The bar was hosting a drag show on Saturday night dedicated to the memory of Lilly Savage, an influential British drag queen and LGBTQI+ advocate who died last week and served as inspiration for Dorothy Male, who grew up in the United Kingdom. The bar hosts regular drag shows, drag bingo, and karaoke.
There was a similar incident at the bar in September 2022, when another group of people passing the bar yelled offensive statements at the bar’s patrons, but did not escalate to violence. Sikkom reported at the time on a post by a patron of the bar about the altercation.
Wilson bought the drag bar, which was previously named House of Scandal, in July 2022. The drag performer was born and raised in the United Kingdom, and posts on the bar’s Instagram page are often in Dutch and English. Dagblad van het Noorden reports that that Wilson and Meek relocated to the north from the Amsterdam region in 2021.
Dorothy’s is one of several LGBTQI+ bars and cafes in Groningen, which also includes Café de Prins, Out of the Closet Café, and Scandal.
“As a community bar, we are a safe space”, Wilson says. “We experience silly comments like every venue. And generally violence-wise we have zero issues, we have zero homophobia in the bar because we are a community and we look after each other. But as a whole, the LGBTQI [community] is experiencing a big increase in homophobia, we hear reports from customers across the city.”
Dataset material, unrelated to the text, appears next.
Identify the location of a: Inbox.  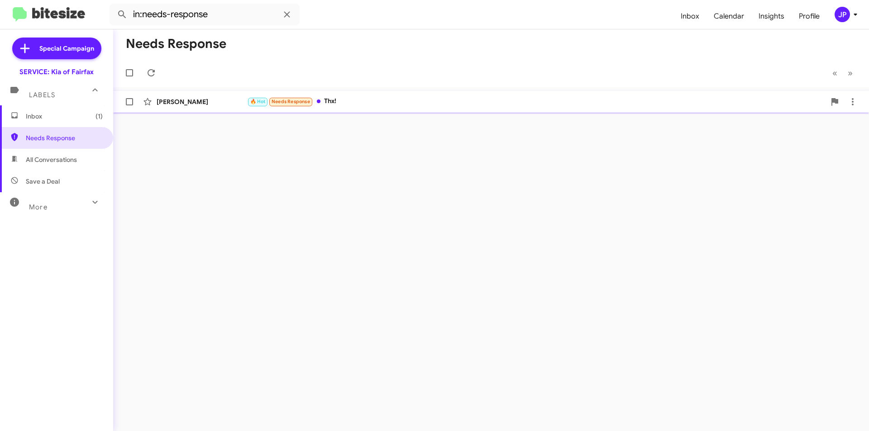
(690, 16).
The Netherlands was the first country in the world to legally recognise gay marriage in 1998, and is one of the most accepting nations in terms of LGBTQI+ rights: it was ranked second in a study by UCLA in 2020 of 175 countries. But homophobic and transphobic attacks and threats still regularly occur: in 2021, the most recently confirmed statistics, there were 2,471 reported incidents of discrimination or violence targeting queer people, which was an increase from 2020.
The drag scene in the Netherlands has existed for decades, but it has experienced increased popularity and visibility in recent years with television shows like Drag Race Holland. Globally, there has been a counter response to the mainstreaming of drag in the form of restrictive laws and and discrimination against drag performers and trans people: in the state of Tennessee in the United States, a controversial “drag ban” law was recently passed (but is currently on hold), and far-right protestors regularly target drag queen story time events in the United States and the United Kingdom.
Members of the LGBTQI+ community also face other forms of exclusion and erasure. In March 2023, in a small municipality in South Holland called Goeree-Overflakkee, a local union for municipal events organization sought to prevent representatives of a gay group from laying a wreath during the annual Dutch Remembrance Day on 4 May. The municipal government intervened and made clear that LGBTQI+ representatives were welcome at the memorial.
The effort to exclude them was especially cruel when considering that as many as 15,000 queer people were sent to labour and concentration camps during the Second World War. LGBTQI+ people were the second largest group targeted during the Holocaust following Jewish people, and Amsterdam has a permanent memorial to queer victims of the Nazis: the Homomonument, three pink granite triangles near the Westerkerk in Amsterdam. The shape of the monument evokes the shape of the patches queer prisoners were made to wear.